Career advice for twenty-somethings
It turns out following your passion is really bad advice.
A few reasons why:
1) Waiting to “discover your passion” before you get work experience often leads to mere paralysis and headache. Time that could be better spent learning skills and discovering your strengths by way of experience and realizing what you’re not any good at.
2) Steve Jobs said that the “only way to do great work is to love what you do.” Thing is, similar to a relationship, love is an emotion you develop over time. First, you learn to appreciate aspects of what you do by learning how to do it well. The better you get a doing it (and the more rewarding it makes you feel) the more passion you're going to cultivate for doing it.

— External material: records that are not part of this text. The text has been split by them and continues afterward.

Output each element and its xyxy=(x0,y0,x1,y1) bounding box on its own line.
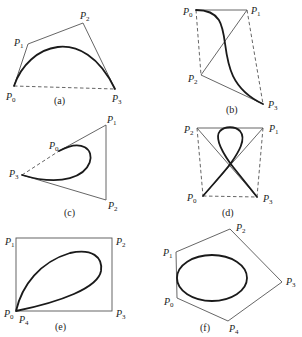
bezier-curves-figure: P1 P2 P0 P3 (a) P0 P1 P2 P3 (b) P0 P1 P2… xyxy=(0,0,302,337)
label-p1: P1 xyxy=(13,37,24,50)
label-p3: P3 xyxy=(115,308,126,321)
caption-d: (d) xyxy=(222,207,234,219)
label-p0: P0 xyxy=(48,140,59,153)
panel-d: P2 P1 P0 P3 (d) xyxy=(183,123,279,219)
closing-dashed-line xyxy=(22,151,59,175)
label-p0: P0 xyxy=(182,6,193,19)
bezier-curve xyxy=(16,252,101,311)
label-p1: P1 xyxy=(4,236,15,249)
label-p2: P2 xyxy=(183,124,194,137)
label-p0: P0 xyxy=(186,192,197,205)
dashed-line-p1-p3 xyxy=(257,128,263,197)
dashed-line-p0-p2 xyxy=(196,10,201,75)
bezier-curve-loop xyxy=(203,127,257,197)
dashed-line-p1-p3 xyxy=(247,10,263,104)
control-polygon-pentagon xyxy=(176,229,282,321)
label-p0: P0 xyxy=(163,296,174,309)
label-p2: P2 xyxy=(235,222,246,235)
label-p3: P3 xyxy=(262,193,273,206)
label-p3: P3 xyxy=(111,93,122,106)
label-p1: P1 xyxy=(162,247,173,260)
label-p0: P0 xyxy=(5,91,16,104)
control-polygon xyxy=(196,10,263,104)
dashed-line-p2-p0 xyxy=(197,128,203,196)
label-p2: P2 xyxy=(115,236,126,249)
label-p1: P1 xyxy=(250,5,261,18)
caption-e: (e) xyxy=(55,321,66,333)
control-polygon xyxy=(22,125,106,200)
label-p3: P3 xyxy=(8,168,19,181)
panel-a: P1 P2 P0 P3 (a) xyxy=(5,10,122,107)
panel-c: P0 P1 P2 P3 (c) xyxy=(8,114,118,219)
label-p2: P2 xyxy=(79,10,90,23)
bezier-curve xyxy=(196,10,263,104)
control-polygon-rectangle xyxy=(16,238,112,311)
closed-curve-ellipse xyxy=(177,255,247,301)
label-p0: P0 xyxy=(3,308,14,321)
caption-f: (f) xyxy=(200,322,210,334)
control-polygon xyxy=(14,23,115,89)
label-p4: P4 xyxy=(18,314,29,327)
label-p2: P2 xyxy=(107,200,118,213)
dashed-line-p0-p3 xyxy=(203,196,257,197)
bezier-curve xyxy=(14,47,115,89)
panel-b: P0 P1 P2 P3 (b) xyxy=(182,5,278,116)
caption-c: (c) xyxy=(64,207,75,219)
label-p1: P1 xyxy=(268,123,279,136)
label-p3: P3 xyxy=(267,99,278,112)
label-p3: P3 xyxy=(285,276,296,289)
label-p4: P4 xyxy=(228,323,239,336)
panel-f: P1 P2 P3 P0 P4 (f) xyxy=(162,222,296,336)
caption-a: (a) xyxy=(54,95,65,107)
panel-e: P1 P2 P0 P4 P3 (e) xyxy=(3,236,126,333)
label-p1: P1 xyxy=(106,114,117,127)
closing-dashed-line xyxy=(14,86,115,89)
label-p2: P2 xyxy=(187,73,198,86)
caption-b: (b) xyxy=(226,104,238,116)
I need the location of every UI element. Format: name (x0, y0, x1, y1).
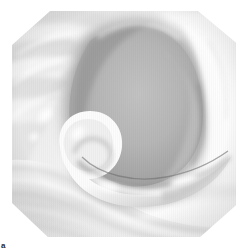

If loving something wholeheartedly was a prerequisite for mastery of a profession (or a person), most people would quit before than even started.
3) As Mike Rowe points out, most people can’t make a career out of their passion. As in the case of musicians and actors, there’s not a big enough market for everyone to fill that niche. Because competition is so fierce, many talented (and not so talented) people unexpectantly don’t make the cut. When they do, they’re forced to reckon with the reality that relative to market demand and compeition, they’re not as good as they thought they were. That their passion is, in fact, an unreliable indicator as to what they should do professionally.
4) Following opportunity is a better strategy. It’s better to pursue something that’s in high demand than to chase a dream that might not pay out. Certainly there’s an alluring aspect to pursue a life as a struggling artist (or something similar) who at least makes a living doing what he loves. But a better strategy might be to make doing what you’re passionate about a hobby and do something else to pay the bills. That way, the demands and monotony of work won’t snuff out your enthusiasm, and you'll get to do something else that's interesting and that pays well to boot.